All three elements — attention, care, and reciprocity — play an important part in generating value in arts networks according to the logic of the gift. To give rise to this type of value, the creative work must first meet with attention and care (i.e., it needs to be seen and situated in an appropriate context, rather than buried in a social media feed and forgotten). Second, it must also meet with real reciprocity, as Hexidethmal observed:

"...the value is flowing two ways. If I give to an artist, it is because I have derived enjoyment from what they have produced."

Permissionless opt-in collabs + curations of the sort I did with @edit in the early days of Zora pre-mints are also fundamentally non-coercive and free of time pressure, which creates even more room for value to flow according to gift logic (rather than hustle culture). Artists could upload their work whenever they wanted, and writer-curators like me could browse and comment at their leisure. Instead of FOMO, there was time to focus my attention deeply on each piece I felt drawn to, and wait patiently for responses to take shape in my preferred artistic medium: the written word.

I later learned that in writing these narrations for each piece I minted, I was fulfilling a dream of the artist. Meanwhile, unbeknownst to him, the artist was also fulfilling a dream of mine in the form of architecture and interior design ideas I'd frequently imagined but never found anywhere else.
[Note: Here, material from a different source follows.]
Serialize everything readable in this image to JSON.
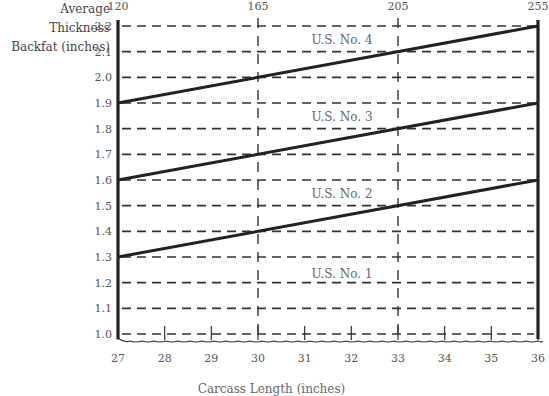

This all took place with no pre-meditated effort.

This is how positive-sum gift culture works in arts communities: when we trust our intuitive responses to art and channel them into making art of our own, more value can be created. That value can then feed back into the community, attract more appreciation, and renew interest in the work. This is one way that — as Lewis Hyde writes — the arts can "regularly generate their own currents of wealth."

A thread from March 2024 offers a helpful example of how this works. A fan spontaneously shared a favorite piece of @edit's work and mentioned that the collection is still vastly underrated. Other fans chimed in with agreement. All this happened unsolicited by the artist. Then the community talked about their mutual appreciation for the artist's presence and ongoing impact — to the extent that the onboarding story has now become part of the community lore, and you're now reading it.

This process — if it's allowed to proceed on its own terms, according to gift logic — communicates an important message to the artists, collaborators, curators, and community:

"You matter. Your work matters, too. It's recognized and appreciated."

That's real positive-sum value.

Such is the power of the Farcaster scenius.